14. We hold that the respondent/assessee was holding the property obtained by him in the partition dated March 29, 1975, as his separate property and was holding so on the day when the Act came into force, i.e., on December 1, 1976. He was owning the property as his separate property or individual property. The entire income should be assessed only in his hands and as individual. The Appellate Tribunal erred in holding that the status to be assigned to the respondent is "tenants-in-common" or that he could be assessed only on half share of the income from the said property. The respondent should be assessed in the status of "individual" on the entirety of the income obtained by him from the property as per the partition deed dated March 29, 1975. We hold so.
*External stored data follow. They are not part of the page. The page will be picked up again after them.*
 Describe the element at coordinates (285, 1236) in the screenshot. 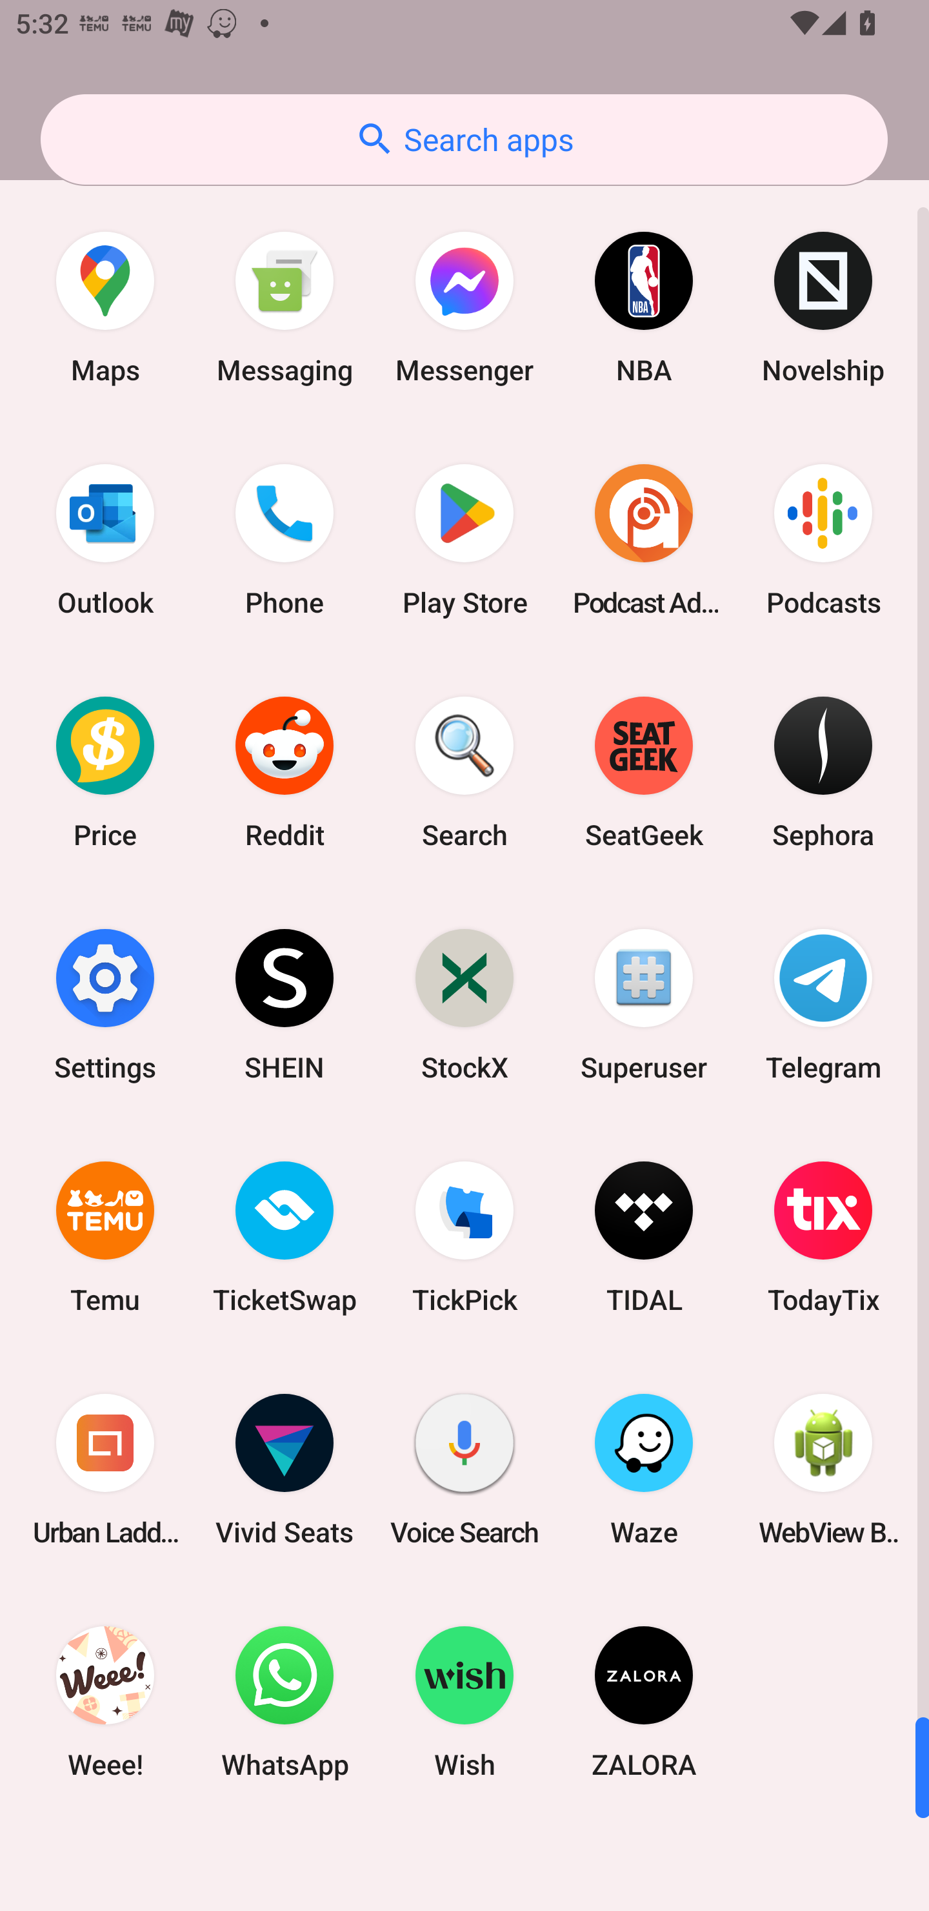

I see `TicketSwap` at that location.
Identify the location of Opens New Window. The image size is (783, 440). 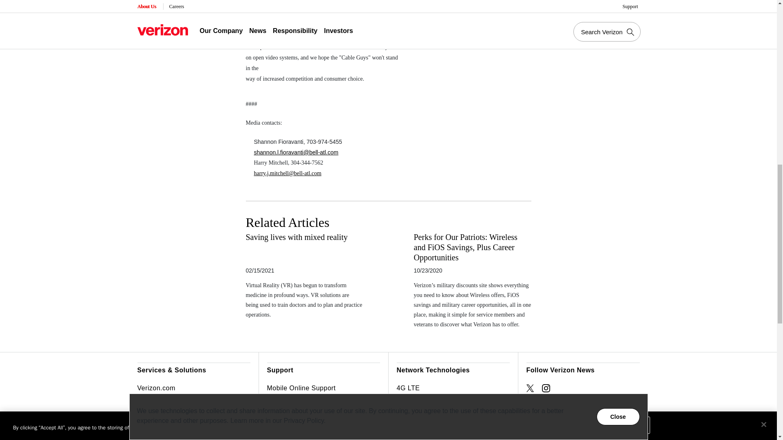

15. We are of the view that the clear position in law as stated in the text books, which we have extracted hereinabove, is not in any way neutralised or otherwise departed from, in the decisions brought to our notice by the respondent's counsel, viz., Gowli Buddanna v. CIT [1966] 60 ITR 293 (SC) ; N.V. Narendranath v. CWT [1969] 74 ITR 190 (SC) ; C. Krishna Prasad v. CIT [1974] 97 ITR 493 (SC) and Surjit Lal Chhabda v. CIT [1975] 101 ITR 776 (SC). Those decisions were rendered on their own special facts and are distinguishable.
16. The common order of the Appellate Tribunal dated June 19, 1991, militating against the above legal position is hereby set aside. The matter is remitted to the Appellate Tribunal, for the assessment year 1978-79, 1979-80 and 1980-81, for passing appropriate orders in accordance with law and in the light of the observations contained hereinabove.
17. T. R. C. No. 5 of 1992 is dismissed. T. R. C. Nos. 6, 7 and 8 are allowed to the extent indicated hereinabove.